The Suspension of Disbelief
Sheer, ghostly garment-bodies leave much to our imaginations. Kant’s choice of material evokes the brightly coloured and adorned textiles of India. But Nina Fleshin observes “Many of the artists who employ empty clothing do so as a way of resisting self-images that have been imposed on them – resisting objectification by those who have the power to objectify them.”[xi] Kant explains that her research trip to India was as much a response to viewers’ questions about her heritage, than her own. (Japan, she admits, was another location of choice because of the shared aesthetic values.)
Like ideas, textiles are rarely intended to be static. Look at the energy and expense of the spectacle that is the catwalk. Part of the catwalk is theatre, but another part is function. Clothing is designed for the body. It is the body that animates and suspends the textile so that it can be seen to its best advantage. Without the body, we look to photographs, images that capture cloth moving on the body, even if they are frozen in time. More often than not we need the inspiration of movement to understand the beauty of clothing. Cloth is not meant to be static.
This poses a challenge for the gallery setting. The French artist Annette Messager brings in fans to inflate and deflate her fabric sculptures, animating the cloth from the ground up.[xii] Others such as Caroline Broadhead suspend textiles with great attention to the shadows cast. Broadhead has explained her interest in the ghostly shapes of clothing is “because of its closeness to the human being, but without being a portrait or a study or anything literal”.[xiii] Kant similarly suspends the suggestion of the body, but without enough detail to confirm or confine identity.
Meaningful Things
Kant presents us not with empty garments, but with the ghost of the garment’s production. “Why do I make when we have so much?” she queries of her own practice.
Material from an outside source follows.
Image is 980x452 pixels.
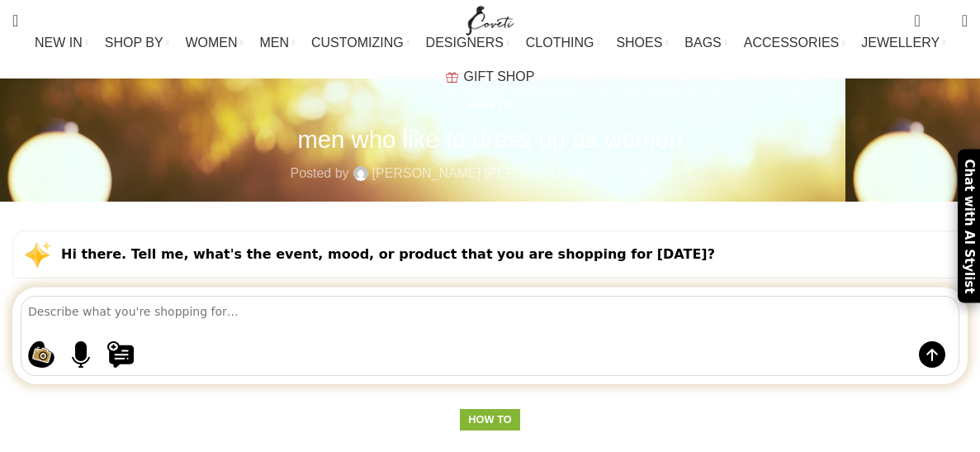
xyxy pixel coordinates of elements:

Her conclusion is one we can all learn from: “There is still room for meaningful things in the world. I use my work to remind myself of that.”
Dr Jessica Hemmings
Associate Director of the Centre for Visual and Cultural Studies
Edinburgh College of Art
[ii] Interview with the artist May 14, 2010.
[iii] Weiner, Annette B. and Jane Schneider (eds). Cloth and Human Experience. London: Smithsonian Institution Press, 1989: 2.
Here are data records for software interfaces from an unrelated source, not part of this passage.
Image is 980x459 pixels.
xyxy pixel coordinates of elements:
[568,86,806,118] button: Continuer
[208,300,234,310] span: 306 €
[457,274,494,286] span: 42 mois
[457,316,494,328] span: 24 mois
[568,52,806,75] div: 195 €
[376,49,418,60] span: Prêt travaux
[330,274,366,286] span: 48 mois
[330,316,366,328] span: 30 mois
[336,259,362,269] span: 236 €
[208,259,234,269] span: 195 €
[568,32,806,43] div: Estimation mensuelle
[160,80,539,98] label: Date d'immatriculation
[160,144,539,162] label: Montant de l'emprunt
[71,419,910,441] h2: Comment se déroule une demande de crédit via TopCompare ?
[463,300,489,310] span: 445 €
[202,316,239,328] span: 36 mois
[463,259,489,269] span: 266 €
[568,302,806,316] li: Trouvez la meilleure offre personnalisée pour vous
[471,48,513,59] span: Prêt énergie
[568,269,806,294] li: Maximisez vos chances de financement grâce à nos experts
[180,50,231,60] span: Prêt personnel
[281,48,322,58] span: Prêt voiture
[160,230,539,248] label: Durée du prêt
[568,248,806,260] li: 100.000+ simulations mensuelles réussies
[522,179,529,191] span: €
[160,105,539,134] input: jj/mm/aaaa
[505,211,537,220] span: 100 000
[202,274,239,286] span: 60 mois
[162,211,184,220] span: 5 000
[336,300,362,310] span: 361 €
[iv] Michele Walker “Japanese Shashiko Textiles” available at http://www.sashiko.org.uk/publ... accessed May 14, 2010.
[v] Jefferies, Janis. “Self and Self Edges” in Selvedges (Janis Jefferies: writings and artworks since 1980). Norwich: Norwich Gallery and School of Art and Design, 2000: 11.
[vi] Rissanen, Timo. “Creating Fashion without the Creation of Fabric Waste” in Sustainable Fashion, Why Now? A conversation about issues, practices, and possibilities. Janet Hethorn and Connie Ulasewicz (eds). Fairchild Books, Inc.: New York, 2008: 184-206.
[vii] ‘upcycling’ was coined by William McDonough and Michael Braungart in Cradle to Cradle: Remaking the Way We Make Things. New York: North Point Press, 2002.
[viii] see http://alabamachanin.com and www.keepandshare.co.uk
[ix] see http://www.smockshop.org/ accessed May 13, 2010: “The smockshop is an artist run enterprise that generates income for artists whose work is either non-commercial, or not yet self sustaining.”
[x] see Liz Collins “Knitting Nation” in In the Loop: Knitting Now. (Jessica Hemmings, ed) London: Black Dog Publishing, 2010: 90.
[xi] Fleshin, Nina. “Clothing as Subject.” Art Journal. (spring 1995). New York: College Art Association Inc., 1995: 23.
[xii] For example “Annette Messager: The Messengers” at The Hayward, London March 4 – May 25, 2009.
[xiii] Interview with the artist, published in “Caroline Broadhead: interrupted gaze” Surface Design Journal, winter 2007: 28-33.